I'd worry about this even before anything else when it comes to XMPP on mobile, since otherwise your client can be a hungry monster eating up your battery in no time.



The main problem with energy saving are short-living NAT session in the "carrier grade" NAT systems deployed by mobile ISPs.

You need to ping the server aggressively to prevent a NAT timeout from killing your connection. On most networks, ping intervals of 15 minutes are sufficient, but some ISPs seem to be brain-dead enough to kill TCP connections even earlier, enforcing additional load on their own networks.

However, it is hard to make a proper guessing algorithm to estimate the time between ping messages, so most apps hard-code it. yaxim is using 15mins and hoping for the best.

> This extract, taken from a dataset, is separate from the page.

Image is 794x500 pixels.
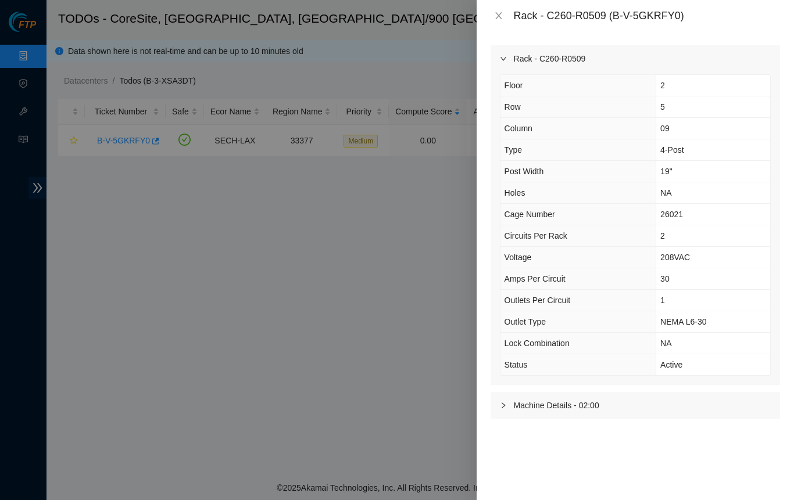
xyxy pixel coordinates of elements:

Xabber is working with 1min (or 30s, not sure), Google's cloud connection is using a similarly low interval.


How is IPv6 deployment going in the mobile networks? That could solve all these NAT problems.

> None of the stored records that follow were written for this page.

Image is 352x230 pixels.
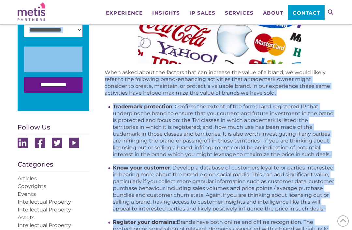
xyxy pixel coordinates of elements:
span: Contact [293,10,320,15]
img: Linkedin [18,138,28,148]
span: Back to Top [337,216,349,227]
li: : Confirm the extent of the formal and registered IP that underpins the brand to ensure that your... [113,103,334,158]
h4: Categories [18,161,89,172]
a: Intellectual Property Assets [18,207,71,221]
a: Events [18,191,36,197]
a: Copyrights [18,183,46,190]
span: IP Sales [189,10,215,15]
span: Experience [106,10,143,15]
strong: Know your customer [113,165,170,171]
p: When asked about the factors that can increase the value of a brand, we would likely refer to the... [105,69,334,96]
img: Youtube [69,138,79,148]
img: Twitter [52,138,62,148]
li: : Develop a database of customers loyal to or parties interested in hearing more about the brand ... [113,165,334,212]
span: Services [225,10,253,15]
span: Insights [152,10,180,15]
strong: Register your domains: [113,219,177,225]
h4: Follow Us [18,124,89,135]
iframe: reCAPTCHA [24,47,123,72]
span: About [263,10,283,15]
a: Contact [288,5,325,20]
a: Articles [18,176,37,182]
a: Intellectual Property [18,199,71,205]
strong: Trademark protection [113,104,172,110]
img: Metis Partners [18,2,45,21]
img: Facebook [35,138,45,148]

Zero deployment on the networks I have access to. Also I would not be surprised if the carriers manage to break permanent connectivity there with stateful firewalls.


T-Mobile deploys IPv6 exclusively to Android devices with 4.4 (Kitkat): http://www.dslreports.com/shownews/TMobile-Goes-IPv6-Only-on...

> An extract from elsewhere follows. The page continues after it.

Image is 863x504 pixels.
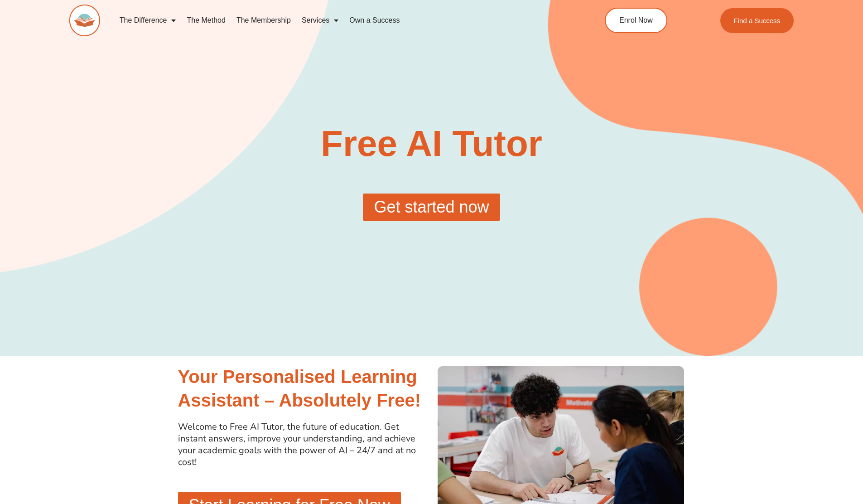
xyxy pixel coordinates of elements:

I'm on the edge of my knowledge here, but your might look at the MQTT protocol [1]. Facebook uses this for Facebook Messenger [2].

MQTT, I believe can solve part of the power issue, as well others. However, I do not know how easy it is run XMPP over MQTT.

I've been evaluating this internally at my company as we explore M2M (machine to machine) communications in mobile.

[1] - http://mqtt.org [2] - http://mqtt.org/2011/08/mqtt-used-by-facebook-messenger


Interesting, but it requires an overhead of routing one high end protocol (XMPP) over another one. Not sure if it's the best approach. XMPP itself can offer mobile optimizations (like the XEP I brought above), but for some reason the whole thing seems stalled.


XMPP is XML, which is most probably sent over TCP. I think if you had a XMPP to MQTT gateway this might solve the "last mile" for XMPP and power.


It still looks more like a workaround rather than a straight solution. I.e. chatty nature of XMPP is masked / mitigated with MQTT. A proper way is really to reduce the chattiness of XMPP itself in cases when it's needed.